Two more AI products that are worth your time.

Uizard Autodesigner: Early stage prototyping is going to get faster. Uizard is a popular interface designer that provides beautiful templates used by designers and user experience professionals. Earlier this year they announced "Autodesigner," a tool that enables you to input a sentence or two and it will produce multiple screen mockups for your app or website. This week they finally opened up the beta. I’ve been using it to design a few prototypes of some business ideas that I have and I’ve been impressed with how easy it is. Autodesigner is going to speed up early product validation, since you no longer need a designer to spend days creating mockups or wireframes for early user testing. Instead, you can get high-fidelity designs in just a couple of hours, all by yourself. You need to be on their pro plan to use it, $19 per month.

Superpowered: Meeting notes without the awkward bot. I’ve gotten feedback from subscribers that the previous meeting notes apps that I’ve featured require you to invite a bot to the meeting which can lead to some awkward conversations, especially if it’s the first time meeting with someone. Well Superpowered has solved that issue. It’s a Mac or Windows app that can listen to your meeting without the need to be invited to the meeting. Plus, the audio is transcribed live and deleted immediately. They are also both SOC-2 Type-2 and GDPR compliant, which are the industry standards for security, reliability and privacy. $30 per month for the premium plan.

OTHER AI THINGS HAPPENED

Some other notable news and product launches from this week.

Meta open sources an AI-powered music generator, MusicGen, which similar to Google’s earlier this year. But, what’s cool about Meta’s version is that you can also upload a reference audio file to steer the model so that it better matches the melody you want.

Salesforce has launched AI Cloud, an enterprise AI platform designed to enhance productivity across all Salesforce applications. Probably the most notable part of their announcement is the new “Einstein Trust Layer” which aims to set a new industry standard for enterprise AI architecture by prioritizing data privacy and security.

The European Parliament has hit another negotiation milestone and is moving toward agreeing on a new EU rulebook for AI. This will have implications for pretty much every AI company.

Google postponed it’s launch of Bard in the EU after a privacy regulator raised concerns. No word on when the Bard EU launch will now happen.

Google launched a slew of new AI-powered products recently. The two that caught my eye: Google Shopping will enable you to preview clothes on different models, and Google Lens can now search skin conditions based on a picture. Is that a rash or something more sinister?

WHAT I'M READING

If you only read one thing this week let it be this.

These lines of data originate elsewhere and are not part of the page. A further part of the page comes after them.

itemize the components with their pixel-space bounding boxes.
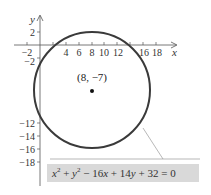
x-axis-label: x bbox=[171, 46, 177, 58]
y-axis-label: y bbox=[29, 13, 35, 25]
x-tick-label: 6 bbox=[77, 47, 82, 58]
x-tick-label: 4 bbox=[64, 47, 69, 58]
y-tick-label: −12 bbox=[19, 118, 35, 129]
leader-line bbox=[143, 128, 163, 159]
x-tick-label: 8 bbox=[90, 47, 95, 58]
center-point bbox=[90, 89, 94, 93]
y-tick-label: −16 bbox=[19, 144, 35, 155]
y-tick-label: −2 bbox=[24, 56, 35, 67]
y-tick-label: −18 bbox=[19, 157, 35, 168]
x-tick-label: 16 bbox=[139, 47, 149, 58]
equation-text: x2 + y2 − 16x + 14y + 32 = 0 bbox=[52, 166, 176, 179]
y-tick-label: −14 bbox=[19, 131, 35, 142]
x-tick-label: 10 bbox=[99, 47, 109, 58]
center-point-label: (8, −7) bbox=[77, 71, 107, 83]
x-tick-label: 18 bbox=[152, 47, 162, 58]
x-tick-label: 12 bbox=[113, 47, 123, 58]
y-tick-label: 2 bbox=[30, 27, 35, 38]
y-axis bbox=[37, 15, 43, 186]
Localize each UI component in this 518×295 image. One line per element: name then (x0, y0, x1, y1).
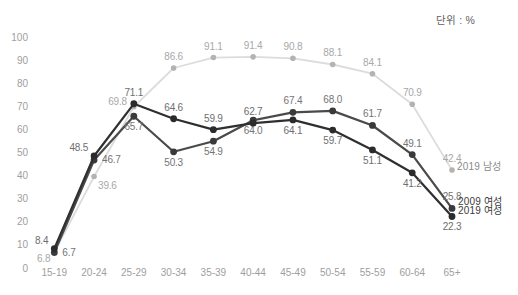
data-point-label: 91.4 (244, 40, 263, 51)
data-point-label: 8.4 (35, 235, 49, 246)
data-point (130, 113, 137, 120)
x-axis-category-label: 40-44 (240, 267, 266, 278)
unit-label: 단위 : % (355, 12, 475, 27)
data-point-label: 91.1 (204, 41, 223, 52)
x-axis-category-label: 30-34 (161, 267, 187, 278)
data-point (449, 167, 455, 173)
data-point-label: 70.9 (403, 87, 422, 98)
data-point (409, 169, 416, 176)
data-point (210, 126, 217, 133)
data-point (449, 213, 456, 220)
data-point-label: 59.7 (323, 135, 342, 146)
data-point-label: 54.9 (204, 146, 223, 157)
x-axis-category-label: 55-59 (360, 267, 386, 278)
data-point-label: 6.8 (37, 253, 51, 264)
data-point-label: 64.0 (244, 125, 263, 136)
data-point-label: 48.5 (69, 142, 88, 153)
y-axis-tick-label: 90 (17, 55, 29, 66)
data-point (51, 245, 58, 252)
data-point (329, 108, 336, 115)
data-point (170, 115, 177, 122)
data-point-label: 41.2 (403, 178, 422, 189)
y-axis-tick-label: 60 (17, 124, 29, 135)
data-point (369, 122, 376, 129)
data-point-label: 71.1 (125, 87, 144, 98)
y-axis-tick-label: 20 (17, 216, 29, 227)
data-point-label: 67.4 (284, 95, 303, 106)
data-point (290, 55, 296, 61)
data-point-label: 59.9 (204, 113, 223, 124)
x-axis-category-label: 20-24 (81, 267, 107, 278)
data-point (130, 100, 137, 107)
data-point-label: 50.3 (164, 157, 183, 168)
data-point-label: 6.7 (62, 247, 76, 258)
data-point (369, 147, 376, 154)
chart-svg: 010203040506070809010015-1920-2425-2930-… (0, 0, 518, 295)
data-point-label: 39.6 (98, 180, 117, 191)
data-point (409, 151, 416, 158)
data-point-label: 46.7 (102, 154, 121, 165)
data-point-label: 64.1 (284, 125, 303, 136)
legend-2019-male: 2019 남성 (457, 161, 501, 172)
data-point-label: 61.7 (363, 108, 382, 119)
y-axis-tick-label: 80 (17, 78, 29, 89)
y-axis-tick-label: 50 (17, 147, 29, 158)
data-point (91, 174, 97, 180)
x-axis-category-label: 15-19 (42, 267, 68, 278)
data-point (449, 205, 456, 212)
x-axis-category-label: 60-64 (399, 267, 425, 278)
y-axis-tick-label: 10 (17, 239, 29, 250)
x-axis-category-label: 65+ (444, 267, 461, 278)
y-axis-tick-label: 0 (22, 263, 28, 274)
data-point-label: 65.7 (125, 121, 144, 132)
y-axis-tick-label: 30 (17, 193, 29, 204)
data-point-label: 49.1 (403, 138, 422, 149)
data-point (170, 148, 177, 155)
chart-panel: 단위 : % 010203040506070809010015-1920-242… (0, 0, 518, 295)
x-axis-category-label: 25-29 (121, 267, 147, 278)
data-point (290, 117, 297, 124)
data-point (210, 138, 217, 145)
data-point-label: 64.6 (164, 102, 183, 113)
data-point (329, 127, 336, 134)
y-axis-tick-label: 100 (11, 32, 28, 43)
data-point-label: 86.6 (164, 51, 183, 62)
data-point-label: 62.7 (244, 106, 263, 117)
data-point-label: 22.3 (443, 221, 462, 232)
data-point (409, 101, 415, 107)
data-point-label: 51.1 (363, 155, 382, 166)
data-point-label: 88.1 (323, 47, 342, 58)
data-point-label: 84.1 (363, 57, 382, 68)
data-point (250, 120, 257, 127)
data-point (370, 71, 376, 77)
data-point-label: 68.0 (323, 94, 342, 105)
data-point-label: 90.8 (284, 41, 303, 52)
y-axis-tick-label: 40 (17, 170, 29, 181)
x-axis-category-label: 45-49 (280, 267, 306, 278)
data-point (330, 62, 336, 68)
data-point (211, 55, 217, 61)
x-axis-category-label: 50-54 (320, 267, 346, 278)
x-axis-category-label: 35-39 (201, 267, 227, 278)
y-axis-tick-label: 70 (17, 101, 29, 112)
data-point (171, 65, 177, 71)
data-point (290, 109, 297, 116)
data-point (91, 153, 98, 160)
legend-2019-female: 2019 여성 (458, 205, 502, 216)
data-point (250, 54, 256, 60)
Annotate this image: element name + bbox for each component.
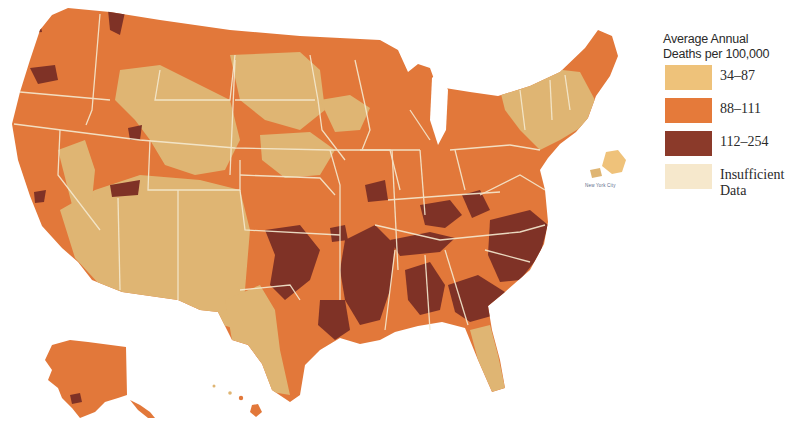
- legend-item-low: 34–87: [663, 65, 796, 95]
- region-high-wash-nw: [30, 22, 42, 33]
- hawaii: [213, 385, 263, 418]
- region-low-florida: [470, 325, 505, 392]
- legend-item-high: 112–254: [663, 131, 796, 161]
- legend-swatch-insufficient: [665, 164, 712, 189]
- legend-item-insufficient: Insufficient Data: [663, 164, 796, 200]
- legend-swatch-low: [665, 65, 712, 90]
- legend-swatch-high: [665, 131, 712, 156]
- nyc-inset-label: New York City: [585, 183, 616, 188]
- legend-swatch-mid: [665, 98, 712, 123]
- alaska: [45, 340, 155, 418]
- map-legend: Average Annual Deaths per 100,000 34–87 …: [663, 32, 796, 200]
- legend-item-mid: 88–111: [663, 98, 796, 128]
- region-high-carolinas: [488, 210, 548, 282]
- region-high-arkansas: [330, 225, 348, 242]
- legend-title: Average Annual Deaths per 100,000: [663, 32, 796, 62]
- nyc-inset: [590, 150, 626, 178]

How to Recognize AI Snake Oil by Arvind Narayanan

"Much of what’s being sold as ‘AI’ today is snake oil — it does not and cannot work. Why is this happening? How can we recognize flawed AI claims and push back? AI is an umbrella term for a set of related technologies. Some of those technologies have made genuine, remarkable, widely-publicized progress. Some companies exploit public confusion, slap the ‘AI’ label on whatever they’re selling. This is my hypothesis for why there’s so much AI snake oil and why policy makers and decision makers are falling for it…” PRINCETON.EDU

note: this week’s long read is a PDF slide deck of a presentation that a Princeton Associate Professor of Computer Science gave to MIT in 2019. The academic talk went viral and has been downloaded tens of thousands of times.